I’ll be honest: When I first learned about Netflix’s new horror series “The Midnight Club,” I was nervous. As a wheelchair user myself, one might think I would be excited to see a character using a power wheelchair prominently displayed in the promotional images ― but I’ve learned to assume the worst when it comes to disability representation in the media.
I was intrigued to learn that the showrunners of “The Midnight Club” deliberately avoided the practice of “cripping up” (that is, casting able-bodied actors in disabled roles on stage or screen). Instead, the character of Anya is played by Ruth Codd, an Irish actor and amputee who previously made a name for herself discussing everything from disability to her work as a barber on TikTok.
Created by Mike Flanagan and Leah Fong and based on Christopher Pike’s 1994 YA novel series, “The Midnight Club” follows a group of teens with terminal diagnoses who decide to spend the final months of their lives at Brightcliffe, an unconventional hospice near Seattle. Instead of devoting their lives to fighting for expensive cures that may never come, the residents lay down their weapons and live in the moment. At Brightcliffe, mysteries (and, maybe, ghosts) lurk in the hallways, but one thing is unchanging: Every night, the young residents meet at midnight to drink wine and swap original ghost stories.
In many ways, I felt a certain kinship with the Brightcliffe teens as they lament being pitied or ostracized by their able-bodied peers at a formative stage in their lives. I became a quadriplegic after a spinal cord injury in my early 20s, and spent several months in an inpatient rehabilitation program for spinal cord injury survivors ― many of whom were my age. While Brightcliffe had more bumps in the night than my hospital, we often relied on the same gallows humor and defiant spirit to help each other through the trauma of near-death experiences and our newfound disabled identities.
For obvious reasons, I related most to Anya, who defies the predictable tropes that often hold back disabled characters from full-fledged characterization. In many productions, the camera views wheelchair users the same way able-bodied audience members often do — that is, with shock and a bit of awkward distance. It’s common for the camera to pan up the wheelchair dramatically as part of a “grand reveal.”
In this series, though, Anya’s wheelchair is not the focus of her character’s establishing shot. Her need for accessibility features (from automatic door openers to ramps alongside stairways) is a built-in, matter-of-fact reality within the production design of “The Midnight Club.” Here, accessibility and mobility aids alike are neither forgotten nor used as scare tactics, but are allowed to simply “be.”

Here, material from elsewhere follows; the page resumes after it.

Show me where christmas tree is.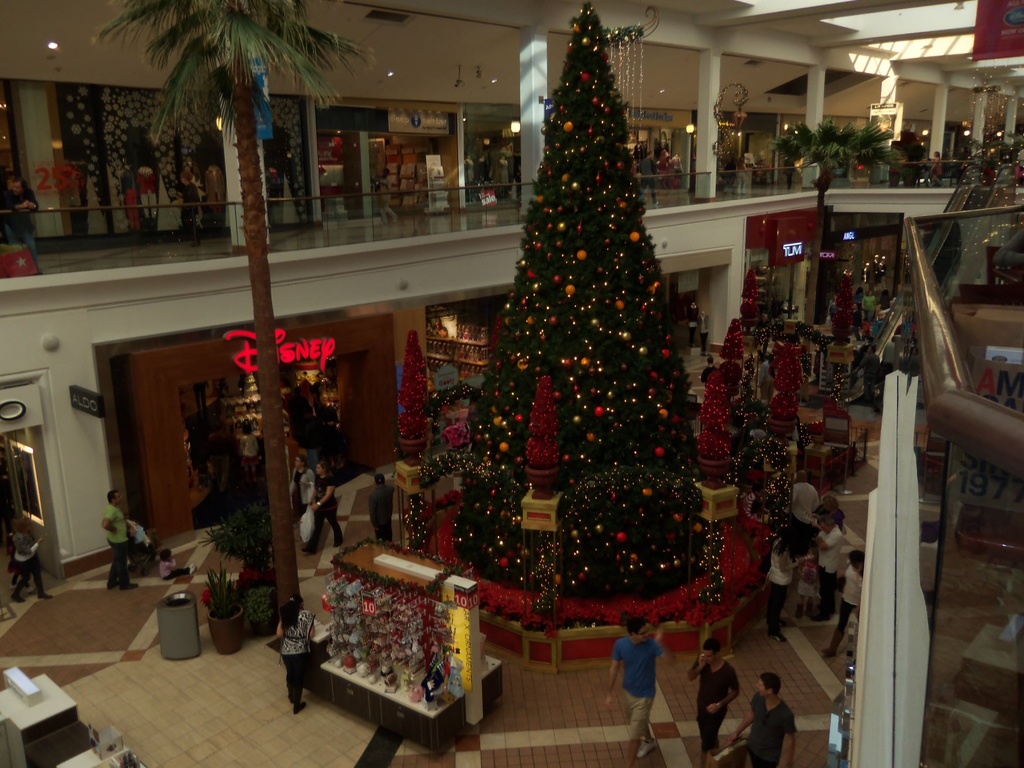
christmas tree is at bbox=(718, 312, 746, 379).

As played by Codd, Anya is at once acerbic and sensitive, angry and empathetic. In other words, she is fully human, which not many disabled characters are permitted to be. She embodies neither what disability theorists Carrie Sandahl and Philip Auslander call the “obsessive avenger” stereotype ― à la Captain Ahab in “Moby Dick” or Professor Henry Jarrod in “House of Wax,” both of whom seek revenge for their disabilities ― nor the “charity case,” who appeals pitiably to the benevolence of well-meaning able-bodied people. Instead, she’s just herself, deeply flawed and highly relatable.
In addition to Codd’s casting as Anya, “The Midnight Club” resists many of the other disability tropes associated with the horror genre, where wheelchairs often signify bad omens or harbingers of imminent death. In truth, wheelchairs are objects of freedom and even enjoyment for those who use them, but they are regularly depicted as confining and fearful. One of the show’s most memorable jump scares prominently features Anya’s wheelchair. Cornered by a mysterious entity that haunts the club members when their time to die is inching ever closer, Anya watches in terror from her seated position as her own shadow stands up. This is a clever reversal of the typical “haunted wheelchair” trope, with the walking shadow representing death and the non-walking wheelchair user embodying life.

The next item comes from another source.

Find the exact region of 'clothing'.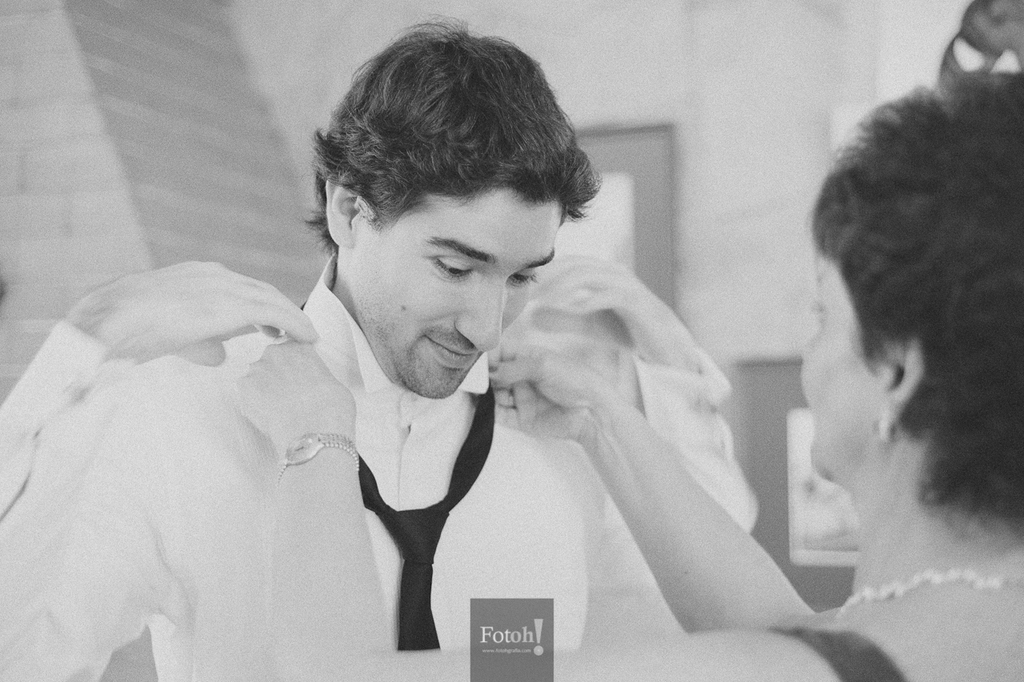
Exact region: <box>778,626,910,681</box>.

Typically, disabled characters are given two options: death or cure. There is no option to live as they are. Yet despite the demons that plague her, Anya’s thirst for life never wanes. In several episodes, as she realizes she is dying, Anya asserts repeatedly that she wants to live.
I realized as I was watching that I had rarely seen a wheelchair user fight for their life on screen. In a culture where disability is still often stigmatized as a fate worse than death, saying you want to live while disabled is a radical assertion. When Anya is reimagined by her friends after her death in various stories, her disability remains evident. Even in her friends’ memories and ideal retellings, she is fully herself ― and still disabled.
There are many good reasons for showrunners and casting directors to cast disabled actors for disabled roles. From a creative standpoint, perhaps the most persuasive reason is that it simply makes shows better. Able-bodied actors who are feigning disability often use mobility aids unrealistically. Much worse, many move across the stage or screen the sheepishly, as if apologizing for their presence ― something that Anya, like many of us, would never do. On “The Midnight Club,” it’s refreshing to see an actor and a script that give a disabled character the space she needs to tell her story.